This article brings you an introduction to Oracle's method of viewing locked tables and unlocking them (code examples). It has certain reference value. Friends in need can refer to it. I hope it will be helpful to you. .
--The following are related tables
SELECT * FROM v$lock; SELECT * FROM v$sqlarea; SELECT * FROM v$session; SELECT * FROM v$process ; SELECT * FROM v$locked_object; SELECT * FROM all_objects; SELECT * FROM v$session_wait;
--View the locked tables
select b.owner,b.object_name,a.session_id,a.locked_mode from v$locked_object a,dba_objects b where b.object_id = a.object_id;
--Check which user and process are deadlocked
select b.username,b.sid,b.serial#,logon_time from v$locked_object a,v$session b where a.session_id = b.sid order by b.logon_time;
--Check the connected process
SELECT sid, serial#, username, osuser FROM v$session;
--3. Find out the sid, serial#,os_user_name, machine_name, terminal of the locked table, the lock type, mode
SELECT s.sid, s.serial#, s.username, s.schemaname, s.osuser, s.process, s.machine, s.terminal, s.logon_time, l.type FROM v$session s, v$lock l WHERE s.sid = l.sid AND s.username IS NOT NULL ORDER BY sid;
This statement will find the locks generated by all DML statements in the database, and also It can be found that
Any DML statement actually generates two locks, one is a table lock and the other is a row lock.
--Kill the process sid,serial
#alter system kill session '210,11562'; There must be spaces when connecting here, otherwise an error will be reported, for example(alter system kill session'210,11562';).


▶ _About this exercise_: This task calls for copying each line below that contains "swatch".

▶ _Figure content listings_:
——————
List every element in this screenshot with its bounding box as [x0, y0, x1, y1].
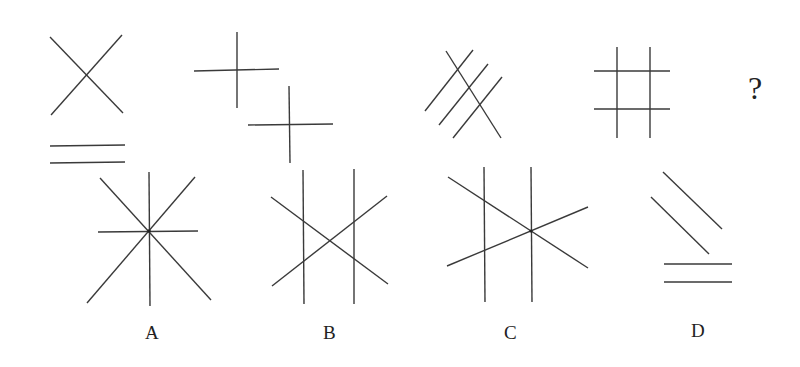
figure-3	[425, 50, 502, 138]
option-a-figure[interactable]	[87, 172, 211, 306]
option-d-figure[interactable]	[651, 172, 732, 282]
option-a-label[interactable]: A	[145, 322, 159, 343]
figure-4	[594, 47, 670, 138]
option-b-figure[interactable]	[271, 169, 388, 304]
option-c-label[interactable]: C	[504, 322, 517, 343]
option-b-label[interactable]: B	[323, 322, 336, 343]
puzzle-canvas: ? A B C D	[0, 0, 800, 367]
figure-1	[50, 35, 125, 163]
figure-2	[194, 32, 333, 163]
question-mark: ?	[748, 70, 762, 106]
option-c-figure[interactable]	[447, 167, 588, 302]
option-d-label[interactable]: D	[691, 320, 705, 341]
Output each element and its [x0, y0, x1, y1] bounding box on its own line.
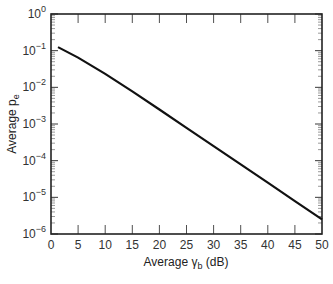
x-tick-label: 40	[261, 238, 275, 252]
plot-frame	[51, 14, 322, 234]
x-tick-label: 10	[99, 238, 113, 252]
x-tick-label: 45	[288, 238, 302, 252]
y-tick-label: 10−1	[22, 41, 46, 58]
y-tick-label: 10−6	[22, 224, 46, 241]
x-axis-label: Average γb (dB)	[144, 255, 229, 271]
x-tick-label: 30	[207, 238, 221, 252]
y-tick-labels: 10010−110−210−310−410−510−6	[22, 4, 46, 241]
major-ticks	[51, 14, 322, 234]
x-tick-labels: 05101520253035404550	[48, 238, 329, 252]
y-tick-label: 10−4	[22, 151, 46, 168]
x-tick-label: 15	[126, 238, 140, 252]
x-tick-label: 35	[234, 238, 248, 252]
x-tick-label: 25	[180, 238, 194, 252]
y-tick-label: 100	[28, 4, 46, 21]
y-tick-label: 10−5	[22, 187, 46, 204]
x-tick-label: 50	[315, 238, 329, 252]
x-tick-label: 5	[75, 238, 82, 252]
y-tick-label: 10−2	[22, 77, 46, 94]
x-tick-label: 0	[48, 238, 55, 252]
y-tick-label: 10−3	[22, 114, 46, 131]
x-tick-label: 20	[153, 238, 167, 252]
series-line	[58, 47, 322, 219]
chart: 10010−110−210−310−410−510−6 051015202530…	[0, 0, 333, 284]
y-axis-label: Average pe	[5, 94, 21, 154]
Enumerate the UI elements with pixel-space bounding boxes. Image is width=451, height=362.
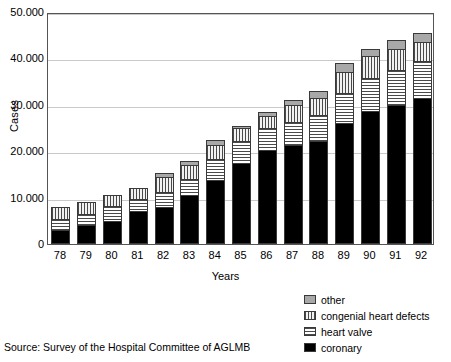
bar-segment[interactable]	[77, 214, 96, 225]
bar-segment[interactable]	[129, 188, 148, 199]
bar-segment[interactable]	[387, 105, 406, 244]
bar-segment[interactable]	[413, 61, 432, 98]
legend-item[interactable]: other	[304, 292, 430, 307]
x-tick-label: 81	[124, 249, 150, 261]
bar-segment[interactable]	[206, 159, 225, 180]
bar-column[interactable]	[206, 140, 225, 244]
bar-segment[interactable]	[361, 49, 380, 56]
bar-segment[interactable]	[361, 56, 380, 78]
bar-segment[interactable]	[335, 63, 354, 72]
bar-segment[interactable]	[232, 163, 251, 244]
bar-segment[interactable]	[77, 225, 96, 244]
legend-swatch	[304, 327, 316, 336]
x-tick-label: 92	[408, 249, 434, 261]
bar-segment[interactable]	[258, 116, 277, 128]
chart-legend: othercongenial heart defectsheart valvec…	[304, 292, 430, 356]
bar-column[interactable]	[284, 100, 303, 244]
bar-column[interactable]	[361, 49, 380, 244]
bar-segment[interactable]	[335, 93, 354, 123]
bar-segment[interactable]	[206, 145, 225, 159]
y-axis-title: Cases	[8, 81, 20, 151]
bar-segment[interactable]	[206, 180, 225, 244]
x-tick-label: 84	[202, 249, 228, 261]
bar-segment[interactable]	[284, 122, 303, 145]
bar-segment[interactable]	[284, 145, 303, 244]
bar-segment[interactable]	[413, 98, 432, 244]
y-tick-label: 10.000	[0, 193, 44, 204]
legend-item[interactable]: congenial heart defects	[304, 308, 430, 323]
bar-segment[interactable]	[413, 33, 432, 42]
x-axis-title: Years	[17, 270, 434, 282]
bar-segment[interactable]	[180, 165, 199, 179]
bar-segment[interactable]	[387, 49, 406, 70]
legend-label: congenial heart defects	[321, 310, 430, 322]
legend-label: heart valve	[321, 326, 372, 338]
chart-container: Cases 010.00020.00030.00040.00050.000 78…	[0, 0, 451, 362]
bar-segment[interactable]	[284, 105, 303, 122]
bar-segment[interactable]	[51, 207, 70, 219]
x-tick-label: 82	[150, 249, 176, 261]
bar-column[interactable]	[77, 202, 96, 244]
bar-segment[interactable]	[51, 230, 70, 244]
bar-segment[interactable]	[258, 128, 277, 150]
bar-segment[interactable]	[129, 199, 148, 210]
bar-segment[interactable]	[180, 179, 199, 195]
bar-segment[interactable]	[335, 72, 354, 93]
bar-segment[interactable]	[155, 177, 174, 192]
bar-segment[interactable]	[387, 40, 406, 49]
bar-segment[interactable]	[129, 211, 148, 244]
bar-segment[interactable]	[361, 111, 380, 244]
bar-segment[interactable]	[258, 150, 277, 244]
bar-column[interactable]	[180, 161, 199, 244]
legend-swatch	[304, 295, 316, 304]
bar-series-group	[48, 14, 433, 244]
y-tick-label: 20.000	[0, 146, 44, 157]
y-tick-label: 0	[0, 239, 44, 250]
bar-segment[interactable]	[77, 202, 96, 214]
plot-area	[47, 13, 434, 245]
x-tick-label: 85	[228, 249, 254, 261]
y-tick-label: 50.000	[0, 7, 44, 18]
bar-segment[interactable]	[309, 98, 328, 115]
x-tick-label: 88	[305, 249, 331, 261]
bar-segment[interactable]	[387, 70, 406, 105]
bar-segment[interactable]	[309, 91, 328, 98]
y-tick-label: 30.000	[0, 100, 44, 111]
x-tick-label: 78	[47, 249, 73, 261]
bar-segment[interactable]	[155, 207, 174, 244]
x-tick-label: 89	[331, 249, 357, 261]
legend-swatch	[304, 311, 316, 320]
legend-label: other	[321, 294, 345, 306]
bar-column[interactable]	[335, 63, 354, 244]
bar-segment[interactable]	[51, 219, 70, 231]
x-tick-label: 90	[357, 249, 383, 261]
bar-segment[interactable]	[180, 195, 199, 244]
bar-segment[interactable]	[232, 141, 251, 163]
bar-segment[interactable]	[232, 128, 251, 141]
legend-item[interactable]: coronary	[304, 340, 430, 355]
bar-segment[interactable]	[103, 206, 122, 221]
bar-segment[interactable]	[413, 42, 432, 61]
x-tick-label: 86	[253, 249, 279, 261]
bar-column[interactable]	[129, 188, 148, 244]
legend-item[interactable]: heart valve	[304, 324, 430, 339]
bar-column[interactable]	[155, 173, 174, 244]
bar-segment[interactable]	[335, 123, 354, 244]
bar-column[interactable]	[387, 40, 406, 244]
bar-segment[interactable]	[155, 192, 174, 207]
bar-segment[interactable]	[361, 78, 380, 110]
x-tick-label: 91	[382, 249, 408, 261]
bar-column[interactable]	[413, 33, 432, 244]
bar-segment[interactable]	[309, 141, 328, 244]
bar-column[interactable]	[258, 112, 277, 244]
legend-label: coronary	[321, 342, 362, 354]
bar-column[interactable]	[103, 195, 122, 244]
bar-column[interactable]	[309, 91, 328, 244]
bar-column[interactable]	[232, 126, 251, 244]
bar-segment[interactable]	[103, 195, 122, 206]
bar-segment[interactable]	[103, 221, 122, 244]
x-tick-label: 87	[279, 249, 305, 261]
bar-column[interactable]	[51, 207, 70, 244]
bar-segment[interactable]	[309, 115, 328, 141]
y-tick-label: 40.000	[0, 53, 44, 64]
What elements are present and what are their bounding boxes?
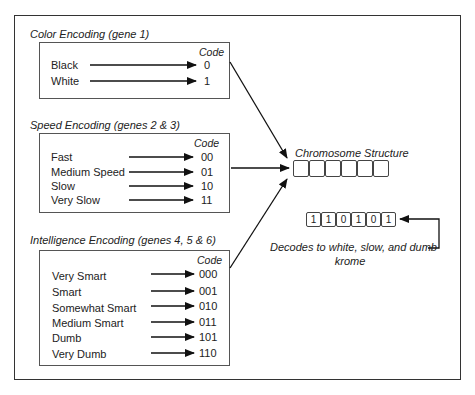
arrows-overlay bbox=[0, 0, 475, 395]
example-bit: 1 bbox=[351, 212, 366, 227]
chromosome-title: Chromosome Structure bbox=[295, 147, 409, 159]
chromosome-slot bbox=[293, 160, 309, 177]
example-bit: 1 bbox=[306, 212, 321, 227]
example-bit: 1 bbox=[381, 212, 396, 227]
example-bit: 0 bbox=[366, 212, 381, 227]
chromosome-slot bbox=[309, 160, 325, 177]
chromosome-slot bbox=[373, 160, 389, 177]
example-caption-line2: krome bbox=[320, 255, 380, 268]
chromosome-slot bbox=[341, 160, 357, 177]
example-bit: 0 bbox=[336, 212, 351, 227]
example-caption-line1: Decodes to white, slow, and dumb bbox=[270, 241, 430, 254]
example-bit: 1 bbox=[321, 212, 336, 227]
chromosome-slot bbox=[325, 160, 341, 177]
chromosome-slot bbox=[357, 160, 373, 177]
——————
▶ _Your solution_:
legend-swatch	[304, 327, 316, 336]
legend-swatch	[304, 295, 316, 304]
legend-swatch	[304, 311, 316, 320]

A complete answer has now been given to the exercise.